Writing is both a privilege and a pressure. Yet any genuine writer will tell you how hard it is to stop, to give up. Writers block is much misunderstood - its more often writing too much, rather than not enough; watch or read Michaeal Chabon's "Wonder Boys" for a glorious example. Poets dry up, but they still write. I remember Larkin summing up his own writing career, and including, alongside his poems, the many reams of library minutes he'd overseen.
But as Cyril Connolly noted all those years ago, there are many "enemies of promise." Success can be one of these, oddly enough. I've known a couple of published novelists who've withdrawn from the fray after their next novel has been questioned by their agent or publisher. There are also plenty of published writers who carry on regardless, sustained by an audience, a publisher, or even just the compulsion.
In the music business, which is in many ways more brutal than the books business, we've seen classic artists like Bob Dylan and Neil Young coming out of a decade of poor work to produce great albums again. Whether a writer could publish, say, half a dozen clunkers, before returning to form, is doubtful. Readers aren't that loyal, and, after all, a novel is rarely like an album, able to be filleted later for its rare highlights.
I've been off all week, and its taken that long to get my perspective back after a busy three months, including quite a lot of displacement. Fun as the trips have been, I always need some time for reflection, but also time for some of the things that hang around the edges of creativity. A scribbled book full of half-written poems is no different than a multitracker full of unmixed songs. Work has to be done to finish them off.
All my life I've been keen on finishing things off, or at least parcelling things up, providing some curatorial design to my own music and writings - and this week has been partly about that. A new CD has just gone off to the duplicators, and it will be finished next week, (more of that then). The first track recorded for this new release was recorded in January 2010, so its 15 months in the making, which is about my average these days.
Funnily enough, the latest poems in "Playing Solitaire for Money" were written in January 2010 as well, so whatever I've written since then - perhaps thirty or forty poems, of which maybe a third or a quarter are worth persevering with - is beginning to find its own shape. If I was off for another week, then that would be the next project, as it is, I'll print them off, and carry them with me as I go here and there again.
I've no pram in the hallway, but Connolly's enemies of promise were many. And, as you get older, its less about promise, than purpose. Twenty five years of writing seriously may not have taken me to Gladwell's "10000 hours" but I'd like to think I've learnt something over the years. Much of that is about not writing; I'm just working on a story that I had the idea for at least five years ago, perhaps longer, but only started a couple of weeks ago. The actual writing (of a story that will end up less than 2000 words) could probably be fit into a single working day; it was the not writing it that took the time.

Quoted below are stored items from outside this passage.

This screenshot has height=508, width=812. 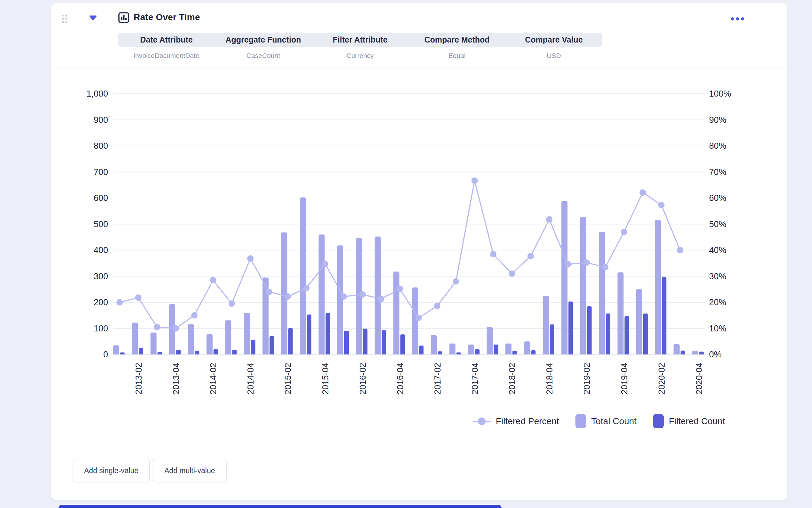 I want to click on legend-item-total-count: Total Count, so click(x=606, y=421).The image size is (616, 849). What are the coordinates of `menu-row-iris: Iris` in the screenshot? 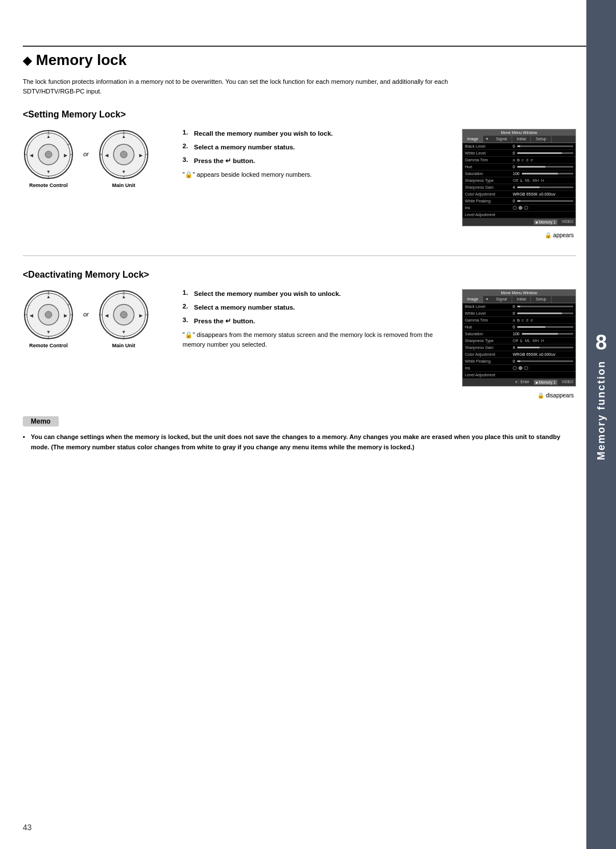 It's located at (519, 208).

When I do manage to find a week to be creative, like this one, my frustration is how little I actually do. In the past I've been known to spend half of it writing or making music, but these days, the more critical issue is about "head space." So I've finished reading two novels that I began months ago, visited the fascinating Anish Kapoor exhibition at Manchester Art Gallery, heard Paul Farley and Micheal Symmons Roberts read from their new book "Edgelands", and a few other things. It's the main reason I didn't arrange to join the march in London today against the cuts. For once, its a march that I think can have some impact, if only as a mobilisation of a large number of ordinary people; which no government can be entirely happy at being on the wrong side of. But joining them would have probably took a big chunk out of my week (I'd probably have gone down yesterday, come back tomorrow)and I'm trying to eke out this space for creative work.
I watched the first part of the new BBC adaption of "Women in Love" and it reminded me that its been a while since I read Lawrence, but also, that he seems to have fallen off the literary radar a little over the last decade or so. If ever there was a writer who had literary dedication, it's Lawrence. From the wrong side of the tracks, he arrived both fully formed and formless; a new voice in a time of new voices, a powerful figure, an immense talent. Who else was such an influential critic, iconic novelist, brilliant short story writer and highly original poet? There sometimes seems an abundance of Lawrence, but his world view crossed genres and forms in a way that we now know to be incredibly rare. Like Hemingway and Joyce its hard to separate out the life in exile from the writer; but whereas Hemingway's late work was a shadow of his early writing, and Joyce got lost in his blindness (actual, and the creative blindness of "Finnegan's Wake")Lawrence last two longer works were "The Virgn and the Gipsy" and "The Escaped Cock" (aka "The Man Who Died"), both amongst his best.